USA: Unexpected Zion

If you were thinking of visiting beautiful Zion National Park, you’d be making a wise decision to go. Just make sure you check a calendar. If it is a UEA day (Utah Education Association day – a.k.a. all the kids are out of school) prepare for a spectacle. Imagine if the National Park Service and Disney went into a joint venture; that is what you would encounter.

We arrived at Zion late enough in the season, we figured it would be wide open and deserted, ready for us to explore in solitude. One problem, we never checked the Utah Department of Education calendar. We arrived on a Thursday to overflowing campgrounds, parking lots full of buses and (no surprise!) RV’s. Kids of all ages were everywhere. I, as a Virginian who never heard of getting out of school for something other than Chicken Pox or a national holiday, immediately said, “shouldn’t these kids all be in school?” — apparently not on a UAE day.

Slightly disgruntled at losing my idyllic weekend in Zion, I forged ahead, imagining that the shear cliffs and cold water would keep the kids in check. Instead I encountered Mom’s carrying newborns in their arms on trails that seemed to drop off hundreds of feet, toddlers blatantly passing me on slick rock staircases, and elementary age kids playing in the 50 degree Virgin River. I had just busted into tears after walking 20 feet across an ankle deep portion of the river while attempting to begin the Narrows trail, and here these kids were mocking me by swimming in it.

Eventually I gave in and decided I had to embrace the experience. At a cliff side spring, I relished in one little blonde pig-tailed girl’s exclamation, “this is awesome, awesome, awesome! The most awesome, awesomest thing ever!”. As I went to bed that evening, curled up in my tent pitched at the bottom of a mesa in a campground nestled behind the Quality Inn, I had to agree. Awesome.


§ **WHAT YOU WILL DO**
Identify and copy all lines of the material where the string "List" is found.
Start of RECORDED DATA
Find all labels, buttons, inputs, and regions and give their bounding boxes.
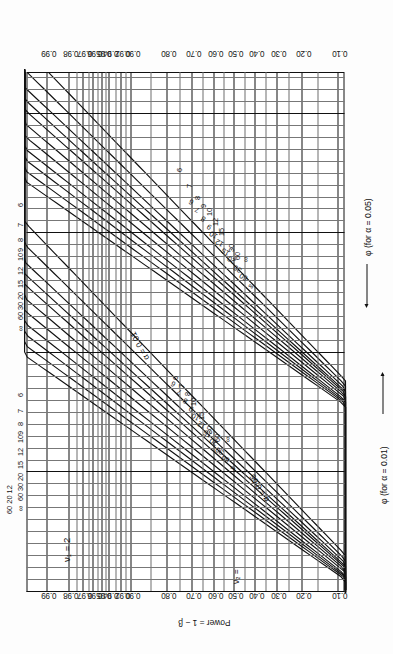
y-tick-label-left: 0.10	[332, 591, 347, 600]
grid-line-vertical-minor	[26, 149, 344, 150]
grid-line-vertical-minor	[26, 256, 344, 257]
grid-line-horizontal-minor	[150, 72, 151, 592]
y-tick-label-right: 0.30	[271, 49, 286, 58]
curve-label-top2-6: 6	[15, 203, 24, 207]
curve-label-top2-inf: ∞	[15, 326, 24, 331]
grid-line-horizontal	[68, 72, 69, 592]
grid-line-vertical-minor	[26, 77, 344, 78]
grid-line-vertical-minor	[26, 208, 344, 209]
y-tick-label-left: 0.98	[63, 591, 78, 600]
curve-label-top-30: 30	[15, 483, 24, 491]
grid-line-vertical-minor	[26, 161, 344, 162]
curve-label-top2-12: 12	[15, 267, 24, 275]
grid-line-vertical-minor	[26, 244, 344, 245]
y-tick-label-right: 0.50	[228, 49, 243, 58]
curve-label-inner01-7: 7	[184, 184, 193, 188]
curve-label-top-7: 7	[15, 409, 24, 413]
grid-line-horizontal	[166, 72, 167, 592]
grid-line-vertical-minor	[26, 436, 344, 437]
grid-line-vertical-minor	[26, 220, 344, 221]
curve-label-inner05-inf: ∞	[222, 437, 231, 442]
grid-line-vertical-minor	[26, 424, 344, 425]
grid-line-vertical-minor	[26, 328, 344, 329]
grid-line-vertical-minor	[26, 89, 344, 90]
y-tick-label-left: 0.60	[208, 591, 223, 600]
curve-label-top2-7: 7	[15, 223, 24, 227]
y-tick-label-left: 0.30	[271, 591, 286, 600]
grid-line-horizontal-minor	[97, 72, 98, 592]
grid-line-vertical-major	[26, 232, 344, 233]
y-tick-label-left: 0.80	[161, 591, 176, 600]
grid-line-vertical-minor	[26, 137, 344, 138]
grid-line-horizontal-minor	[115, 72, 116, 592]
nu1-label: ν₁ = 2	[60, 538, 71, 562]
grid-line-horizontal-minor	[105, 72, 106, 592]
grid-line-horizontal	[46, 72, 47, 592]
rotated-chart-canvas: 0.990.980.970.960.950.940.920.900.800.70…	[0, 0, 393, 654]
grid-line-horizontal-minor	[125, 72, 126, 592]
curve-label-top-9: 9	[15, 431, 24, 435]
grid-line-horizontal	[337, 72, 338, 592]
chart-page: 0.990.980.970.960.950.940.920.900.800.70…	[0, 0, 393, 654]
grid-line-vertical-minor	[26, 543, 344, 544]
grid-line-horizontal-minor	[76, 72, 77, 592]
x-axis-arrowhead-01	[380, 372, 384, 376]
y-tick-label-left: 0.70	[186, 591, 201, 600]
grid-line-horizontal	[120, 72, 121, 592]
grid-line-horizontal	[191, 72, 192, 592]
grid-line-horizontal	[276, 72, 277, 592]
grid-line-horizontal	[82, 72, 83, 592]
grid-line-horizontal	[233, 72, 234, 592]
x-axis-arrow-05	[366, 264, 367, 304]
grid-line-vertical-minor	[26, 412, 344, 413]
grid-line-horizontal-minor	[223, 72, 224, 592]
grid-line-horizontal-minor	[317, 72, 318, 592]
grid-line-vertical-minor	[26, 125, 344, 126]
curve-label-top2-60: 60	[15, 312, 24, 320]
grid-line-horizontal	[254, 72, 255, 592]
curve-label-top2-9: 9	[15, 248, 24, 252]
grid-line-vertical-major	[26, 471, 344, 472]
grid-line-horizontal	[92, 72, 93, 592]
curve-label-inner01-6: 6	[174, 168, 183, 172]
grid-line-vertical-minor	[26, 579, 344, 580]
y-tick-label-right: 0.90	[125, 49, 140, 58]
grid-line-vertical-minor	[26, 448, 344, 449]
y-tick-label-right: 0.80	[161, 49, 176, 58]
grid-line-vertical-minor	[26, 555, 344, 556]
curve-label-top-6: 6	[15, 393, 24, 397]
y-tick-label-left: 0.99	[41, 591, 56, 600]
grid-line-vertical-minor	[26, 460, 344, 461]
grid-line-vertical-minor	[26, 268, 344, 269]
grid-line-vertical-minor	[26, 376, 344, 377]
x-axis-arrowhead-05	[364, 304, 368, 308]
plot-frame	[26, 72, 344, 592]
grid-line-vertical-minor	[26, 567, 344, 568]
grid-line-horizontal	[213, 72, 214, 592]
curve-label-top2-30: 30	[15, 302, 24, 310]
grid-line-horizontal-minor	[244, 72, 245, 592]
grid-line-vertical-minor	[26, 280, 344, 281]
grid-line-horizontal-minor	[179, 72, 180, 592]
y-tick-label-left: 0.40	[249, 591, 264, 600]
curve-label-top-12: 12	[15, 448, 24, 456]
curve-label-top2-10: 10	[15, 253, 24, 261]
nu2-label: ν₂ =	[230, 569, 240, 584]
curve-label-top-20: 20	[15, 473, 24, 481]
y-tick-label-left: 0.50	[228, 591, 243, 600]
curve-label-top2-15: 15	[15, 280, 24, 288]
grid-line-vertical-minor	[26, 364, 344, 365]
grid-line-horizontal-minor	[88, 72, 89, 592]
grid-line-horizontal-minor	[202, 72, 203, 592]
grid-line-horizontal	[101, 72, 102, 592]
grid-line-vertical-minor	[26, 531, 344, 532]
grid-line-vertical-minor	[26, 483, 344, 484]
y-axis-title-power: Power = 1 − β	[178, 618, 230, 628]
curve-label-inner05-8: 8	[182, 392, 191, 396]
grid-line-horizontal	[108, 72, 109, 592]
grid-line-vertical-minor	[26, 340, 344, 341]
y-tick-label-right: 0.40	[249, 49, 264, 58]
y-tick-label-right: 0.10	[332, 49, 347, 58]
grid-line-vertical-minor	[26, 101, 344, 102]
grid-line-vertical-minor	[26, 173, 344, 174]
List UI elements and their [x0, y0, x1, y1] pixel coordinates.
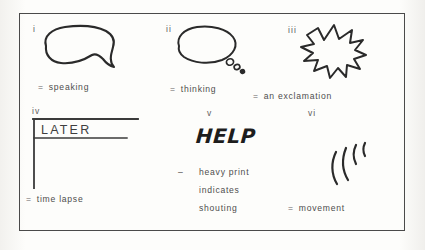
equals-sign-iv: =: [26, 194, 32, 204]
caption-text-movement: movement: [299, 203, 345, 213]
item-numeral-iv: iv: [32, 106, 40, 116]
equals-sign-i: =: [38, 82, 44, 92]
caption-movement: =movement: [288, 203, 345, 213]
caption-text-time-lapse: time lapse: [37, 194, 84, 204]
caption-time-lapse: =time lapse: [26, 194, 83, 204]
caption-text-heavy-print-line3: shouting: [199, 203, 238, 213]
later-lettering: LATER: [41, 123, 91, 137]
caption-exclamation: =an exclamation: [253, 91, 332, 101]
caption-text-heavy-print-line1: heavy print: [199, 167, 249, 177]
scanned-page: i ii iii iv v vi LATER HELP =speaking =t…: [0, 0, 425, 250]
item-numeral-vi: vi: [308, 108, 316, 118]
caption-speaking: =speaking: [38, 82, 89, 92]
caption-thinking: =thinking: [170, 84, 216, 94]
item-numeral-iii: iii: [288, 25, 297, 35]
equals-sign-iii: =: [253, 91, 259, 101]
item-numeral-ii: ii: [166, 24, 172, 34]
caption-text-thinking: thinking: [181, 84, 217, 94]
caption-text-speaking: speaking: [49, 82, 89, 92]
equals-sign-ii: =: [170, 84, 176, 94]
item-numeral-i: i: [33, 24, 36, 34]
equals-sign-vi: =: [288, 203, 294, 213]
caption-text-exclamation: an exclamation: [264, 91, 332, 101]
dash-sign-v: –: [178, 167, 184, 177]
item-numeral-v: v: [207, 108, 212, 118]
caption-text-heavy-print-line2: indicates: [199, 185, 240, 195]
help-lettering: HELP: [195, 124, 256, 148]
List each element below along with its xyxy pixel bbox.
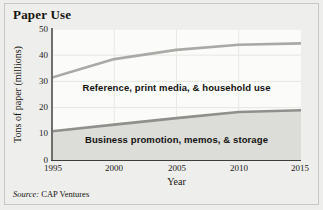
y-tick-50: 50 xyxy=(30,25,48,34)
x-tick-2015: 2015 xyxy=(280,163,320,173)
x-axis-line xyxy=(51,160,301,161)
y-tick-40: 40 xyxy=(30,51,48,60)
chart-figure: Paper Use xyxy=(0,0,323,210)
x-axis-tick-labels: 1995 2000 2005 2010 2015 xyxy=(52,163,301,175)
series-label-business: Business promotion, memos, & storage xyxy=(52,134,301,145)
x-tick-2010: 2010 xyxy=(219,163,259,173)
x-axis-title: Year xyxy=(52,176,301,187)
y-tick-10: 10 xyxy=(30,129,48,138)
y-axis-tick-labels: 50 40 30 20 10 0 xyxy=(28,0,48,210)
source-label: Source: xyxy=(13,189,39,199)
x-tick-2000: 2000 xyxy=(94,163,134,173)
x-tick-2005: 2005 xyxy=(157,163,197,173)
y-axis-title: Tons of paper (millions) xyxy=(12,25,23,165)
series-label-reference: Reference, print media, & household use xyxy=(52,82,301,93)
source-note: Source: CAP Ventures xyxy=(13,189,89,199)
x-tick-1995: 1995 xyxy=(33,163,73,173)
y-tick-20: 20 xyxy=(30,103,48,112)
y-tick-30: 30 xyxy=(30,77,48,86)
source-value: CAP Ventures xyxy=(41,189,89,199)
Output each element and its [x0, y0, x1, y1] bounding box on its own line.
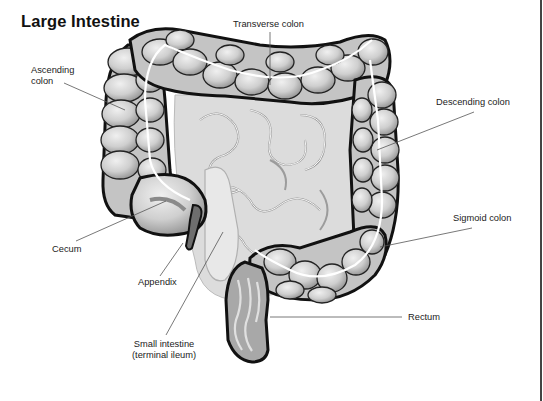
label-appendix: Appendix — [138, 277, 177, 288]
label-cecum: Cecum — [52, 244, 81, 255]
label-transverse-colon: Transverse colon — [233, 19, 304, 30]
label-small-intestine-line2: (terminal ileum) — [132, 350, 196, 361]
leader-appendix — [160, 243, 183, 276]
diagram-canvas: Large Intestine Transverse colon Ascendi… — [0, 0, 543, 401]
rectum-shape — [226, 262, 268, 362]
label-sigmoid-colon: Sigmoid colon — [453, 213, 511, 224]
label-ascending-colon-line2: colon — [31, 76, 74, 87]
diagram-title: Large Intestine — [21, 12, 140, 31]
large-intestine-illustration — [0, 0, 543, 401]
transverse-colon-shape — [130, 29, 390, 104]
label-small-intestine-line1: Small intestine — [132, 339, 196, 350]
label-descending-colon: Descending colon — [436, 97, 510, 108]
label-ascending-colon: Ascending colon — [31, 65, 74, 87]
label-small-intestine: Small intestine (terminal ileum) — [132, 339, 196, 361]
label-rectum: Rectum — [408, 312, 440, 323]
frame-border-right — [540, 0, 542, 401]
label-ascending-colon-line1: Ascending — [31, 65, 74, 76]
End of RECORDED DATA
§ **TASK SOLUTION**
List UI elements and their [x0, y0, x1, y1] pixel coordinates.
List each element below along with its xyxy pixel bbox.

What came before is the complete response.